Genentech Eagerly Awaits FDA Word on 2nd Breast Cancer Drug

enrolled 808 patients who were getting their first round of therapy for breast cancer that overexpresses the HER2 protein, and which had spread through the body. Researchers said patients on the new regimen of pertuzumab, trastuzumab and chemotherapy were able to keep their tumors from spreading for a median time of 18.5 months, compared with 12.4 months for those on the standard trastuzumab and chemo alone.

Researchers haven’t yet been able to gather enough data on whether the new drug combo can help patients live longer, although that data should be available in 2013, Genentech spokeswoman Susan Willson says.

Any time researchers create new drug combinations, they worry about drug toxicity, but that didn’t appear to be a problem in the Cleopatra study. The second antibody didn’t appear to add any toxicity to the heart, and researchers saw very little difference in side effects when the new drug was added, other than a few more cases of white-blood cell depletion, according to findings published in the New England Journal of Medicine. 

“This is huge. It is very uncommon to have a clinical trial show this level of improvement,” in slowing the spread of tumors, said Jose Baselga, the chief of hematology/oncology at Massachusetts General Hospital, in a statement about the Cleopatra study last December.

Dietmar Berger, Genentech’s vice president of clinical hematology/oncology, said last week that by developing trastuzumab, pertuzumab, and the “smart bomb” T-DM1, “this really shows how as a company we are committed to the HER2 target and the HER2 family, and how much we are committed to improve the benefit for patients.”

If the FDA approves the second antibody, cost will be one of the first and most important questions Genentech will have to answer. Herceptin already costs $4,500 a month (which translates to $54,000 a year), meaning that co-pays are expensive for patients with health insurance. Adding another antibody drug to the mix, if priced similarly, will add a significant new cost for insurers or patients. Genentech isn’t commenting yet on the price of the new drug, although it will if the product wins FDA approval, says Willson, the company spokeswoman.

The price of the drug, combined with the large numbers of patients it can be prescribed for, adds up to big business. About 229,000 women in the U.S. are diagnosed with breast cancer each year, and about one-fourth of patients have tumors that overexpress the HER2 protein. Trastuzumab is one of the world’s best-selling drugs, generating $6.8 billion in worldwide sales in 2010, according to Reuters. The new antibody, pertuzumab, is expected to add $274 million in annual sales by 2015, according to the average estimate of analysts polled by Thomson Reuters.

Author: Luke Timmerman

Luke is an award-winning journalist specializing in life sciences. He has served as national biotechnology editor for Xconomy and national biotechnology reporter for Bloomberg News. Luke got started covering life sciences at The Seattle Times, where he was the lead reporter on an investigation of doctors who leaked confidential information about clinical trials to investors. The story won the Scripps Howard National Journalism Award and several other national prizes. Luke holds a bachelor’s degree in journalism from the University of Wisconsin-Madison, and during the 2005-2006 academic year, he was a Knight Science Journalism Fellow at MIT.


What to work on »
All of the data below should be written out exactly.
───── Provided material
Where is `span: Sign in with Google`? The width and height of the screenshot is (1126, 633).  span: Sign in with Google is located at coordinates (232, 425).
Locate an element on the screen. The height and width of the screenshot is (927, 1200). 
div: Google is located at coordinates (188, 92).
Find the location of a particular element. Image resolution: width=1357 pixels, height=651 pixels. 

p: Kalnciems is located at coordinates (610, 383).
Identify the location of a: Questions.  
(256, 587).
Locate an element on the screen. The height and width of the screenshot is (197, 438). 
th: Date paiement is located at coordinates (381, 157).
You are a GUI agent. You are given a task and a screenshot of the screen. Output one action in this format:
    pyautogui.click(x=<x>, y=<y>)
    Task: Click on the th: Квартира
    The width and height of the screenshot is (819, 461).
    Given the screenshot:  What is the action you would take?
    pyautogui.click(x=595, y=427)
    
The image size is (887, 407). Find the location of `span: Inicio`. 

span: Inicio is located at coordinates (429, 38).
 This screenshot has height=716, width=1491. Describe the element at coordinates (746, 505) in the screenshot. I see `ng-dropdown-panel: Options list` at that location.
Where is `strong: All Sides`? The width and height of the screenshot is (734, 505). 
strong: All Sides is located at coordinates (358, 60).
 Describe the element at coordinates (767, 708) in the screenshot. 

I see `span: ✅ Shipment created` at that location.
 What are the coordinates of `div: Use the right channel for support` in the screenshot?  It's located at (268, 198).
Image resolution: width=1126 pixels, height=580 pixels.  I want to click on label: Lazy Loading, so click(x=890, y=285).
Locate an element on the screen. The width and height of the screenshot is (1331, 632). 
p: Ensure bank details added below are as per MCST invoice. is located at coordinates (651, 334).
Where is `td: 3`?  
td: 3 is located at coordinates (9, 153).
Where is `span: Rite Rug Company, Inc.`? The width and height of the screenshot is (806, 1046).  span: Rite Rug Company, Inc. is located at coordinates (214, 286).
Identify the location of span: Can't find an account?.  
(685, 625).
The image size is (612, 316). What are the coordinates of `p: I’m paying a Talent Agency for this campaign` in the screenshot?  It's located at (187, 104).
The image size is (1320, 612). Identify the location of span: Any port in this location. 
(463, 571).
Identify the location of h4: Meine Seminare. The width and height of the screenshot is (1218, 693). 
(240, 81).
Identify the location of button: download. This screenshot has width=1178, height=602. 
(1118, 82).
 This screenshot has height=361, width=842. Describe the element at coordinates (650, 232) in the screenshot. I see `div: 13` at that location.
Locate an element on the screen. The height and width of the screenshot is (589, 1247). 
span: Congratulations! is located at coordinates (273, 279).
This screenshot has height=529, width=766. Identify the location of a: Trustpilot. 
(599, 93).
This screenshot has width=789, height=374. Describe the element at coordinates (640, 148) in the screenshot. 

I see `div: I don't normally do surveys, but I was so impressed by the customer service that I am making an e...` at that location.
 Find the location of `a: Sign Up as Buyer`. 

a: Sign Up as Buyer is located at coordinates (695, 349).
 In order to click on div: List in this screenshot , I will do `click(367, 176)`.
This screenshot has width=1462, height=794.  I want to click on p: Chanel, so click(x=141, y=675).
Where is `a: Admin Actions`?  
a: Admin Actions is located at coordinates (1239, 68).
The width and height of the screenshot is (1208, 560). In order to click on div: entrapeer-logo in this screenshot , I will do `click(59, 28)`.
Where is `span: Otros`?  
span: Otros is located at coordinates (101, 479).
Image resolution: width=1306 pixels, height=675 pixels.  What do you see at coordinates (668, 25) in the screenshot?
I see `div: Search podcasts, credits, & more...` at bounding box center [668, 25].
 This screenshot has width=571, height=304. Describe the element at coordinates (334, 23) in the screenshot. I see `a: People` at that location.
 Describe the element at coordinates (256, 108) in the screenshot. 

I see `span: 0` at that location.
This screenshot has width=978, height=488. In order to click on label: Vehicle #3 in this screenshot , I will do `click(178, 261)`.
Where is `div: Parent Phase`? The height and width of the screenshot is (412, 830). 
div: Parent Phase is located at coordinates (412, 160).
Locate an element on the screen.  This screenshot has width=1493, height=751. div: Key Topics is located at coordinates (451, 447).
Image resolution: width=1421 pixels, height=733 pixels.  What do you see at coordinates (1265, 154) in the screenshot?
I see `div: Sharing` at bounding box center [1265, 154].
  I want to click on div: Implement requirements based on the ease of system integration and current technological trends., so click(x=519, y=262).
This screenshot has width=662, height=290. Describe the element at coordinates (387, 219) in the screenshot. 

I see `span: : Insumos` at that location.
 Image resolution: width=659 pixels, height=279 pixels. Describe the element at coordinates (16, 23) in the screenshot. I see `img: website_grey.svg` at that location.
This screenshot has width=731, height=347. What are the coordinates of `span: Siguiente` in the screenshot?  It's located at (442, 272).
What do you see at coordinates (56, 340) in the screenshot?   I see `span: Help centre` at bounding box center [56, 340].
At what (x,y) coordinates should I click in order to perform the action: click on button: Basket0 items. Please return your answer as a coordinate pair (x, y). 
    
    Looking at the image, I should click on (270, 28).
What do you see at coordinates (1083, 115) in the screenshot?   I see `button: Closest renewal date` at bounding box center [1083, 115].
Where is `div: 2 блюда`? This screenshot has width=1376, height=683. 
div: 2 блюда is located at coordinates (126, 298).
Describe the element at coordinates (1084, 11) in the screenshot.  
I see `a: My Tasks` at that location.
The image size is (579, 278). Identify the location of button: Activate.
──────────
Written reply »
Where is `span: Sign in with Google`? The width and height of the screenshot is (1126, 633).  span: Sign in with Google is located at coordinates (232, 425).
Locate an element on the screen. The height and width of the screenshot is (927, 1200). 
div: Google is located at coordinates (188, 92).
Find the location of a particular element. Image resolution: width=1357 pixels, height=651 pixels. 

p: Kalnciems is located at coordinates (610, 383).
Identify the location of a: Questions.  
(256, 587).
Locate an element on the screen. The height and width of the screenshot is (197, 438). 
th: Date paiement is located at coordinates (381, 157).
You are a GUI agent. You are given a task and a screenshot of the screen. Output one action in this format:
    pyautogui.click(x=<x>, y=<y>)
    Task: Click on the th: Квартира
    The width and height of the screenshot is (819, 461).
    Given the screenshot:  What is the action you would take?
    pyautogui.click(x=595, y=427)
    
The image size is (887, 407). Find the location of `span: Inicio`. 

span: Inicio is located at coordinates (429, 38).
 This screenshot has height=716, width=1491. Describe the element at coordinates (746, 505) in the screenshot. I see `ng-dropdown-panel: Options list` at that location.
Where is `strong: All Sides`? The width and height of the screenshot is (734, 505). 
strong: All Sides is located at coordinates (358, 60).
 Describe the element at coordinates (767, 708) in the screenshot. 

I see `span: ✅ Shipment created` at that location.
 What are the coordinates of `div: Use the right channel for support` in the screenshot?  It's located at (268, 198).
Image resolution: width=1126 pixels, height=580 pixels.  I want to click on label: Lazy Loading, so click(x=890, y=285).
Locate an element on the screen. The width and height of the screenshot is (1331, 632). 
p: Ensure bank details added below are as per MCST invoice. is located at coordinates (651, 334).
Where is `td: 3`?  
td: 3 is located at coordinates (9, 153).
Where is `span: Rite Rug Company, Inc.`? The width and height of the screenshot is (806, 1046).  span: Rite Rug Company, Inc. is located at coordinates (214, 286).
Identify the location of span: Can't find an account?.  
(685, 625).
The image size is (612, 316). What are the coordinates of `p: I’m paying a Talent Agency for this campaign` in the screenshot?  It's located at (187, 104).
The image size is (1320, 612). Identify the location of span: Any port in this location. 
(463, 571).
Identify the location of h4: Meine Seminare. The width and height of the screenshot is (1218, 693). 
(240, 81).
Identify the location of button: download. This screenshot has width=1178, height=602. 
(1118, 82).
 This screenshot has height=361, width=842. Describe the element at coordinates (650, 232) in the screenshot. I see `div: 13` at that location.
Locate an element on the screen. The height and width of the screenshot is (589, 1247). 
span: Congratulations! is located at coordinates (273, 279).
This screenshot has height=529, width=766. Identify the location of a: Trustpilot. 
(599, 93).
This screenshot has width=789, height=374. Describe the element at coordinates (640, 148) in the screenshot. 

I see `div: I don't normally do surveys, but I was so impressed by the customer service that I am making an e...` at that location.
 Find the location of `a: Sign Up as Buyer`. 

a: Sign Up as Buyer is located at coordinates (695, 349).
 In order to click on div: List in this screenshot , I will do `click(367, 176)`.
This screenshot has width=1462, height=794.  I want to click on p: Chanel, so click(x=141, y=675).
Where is `a: Admin Actions`?  
a: Admin Actions is located at coordinates (1239, 68).
The width and height of the screenshot is (1208, 560). In order to click on div: entrapeer-logo in this screenshot , I will do `click(59, 28)`.
Where is `span: Otros`?  
span: Otros is located at coordinates (101, 479).
Image resolution: width=1306 pixels, height=675 pixels.  What do you see at coordinates (668, 25) in the screenshot?
I see `div: Search podcasts, credits, & more...` at bounding box center [668, 25].
 This screenshot has width=571, height=304. Describe the element at coordinates (334, 23) in the screenshot. I see `a: People` at that location.
 Describe the element at coordinates (256, 108) in the screenshot. 

I see `span: 0` at that location.
This screenshot has width=978, height=488. In order to click on label: Vehicle #3 in this screenshot , I will do `click(178, 261)`.
Where is `div: Parent Phase`? The height and width of the screenshot is (412, 830). 
div: Parent Phase is located at coordinates (412, 160).
Locate an element on the screen.  This screenshot has width=1493, height=751. div: Key Topics is located at coordinates (451, 447).
Image resolution: width=1421 pixels, height=733 pixels.  What do you see at coordinates (1265, 154) in the screenshot?
I see `div: Sharing` at bounding box center [1265, 154].
  I want to click on div: Implement requirements based on the ease of system integration and current technological trends., so click(x=519, y=262).
This screenshot has width=662, height=290. Describe the element at coordinates (387, 219) in the screenshot. 

I see `span: : Insumos` at that location.
 Image resolution: width=659 pixels, height=279 pixels. Describe the element at coordinates (16, 23) in the screenshot. I see `img: website_grey.svg` at that location.
This screenshot has width=731, height=347. What are the coordinates of `span: Siguiente` in the screenshot?  It's located at (442, 272).
What do you see at coordinates (56, 340) in the screenshot?   I see `span: Help centre` at bounding box center [56, 340].
At what (x,y) coordinates should I click in order to perform the action: click on button: Basket0 items. Please return your answer as a coordinate pair (x, y). 
    
    Looking at the image, I should click on (270, 28).
What do you see at coordinates (1083, 115) in the screenshot?   I see `button: Closest renewal date` at bounding box center [1083, 115].
Where is `div: 2 блюда`? This screenshot has width=1376, height=683. 
div: 2 блюда is located at coordinates (126, 298).
Describe the element at coordinates (1084, 11) in the screenshot.  
I see `a: My Tasks` at that location.
The image size is (579, 278). Identify the location of button: Activate.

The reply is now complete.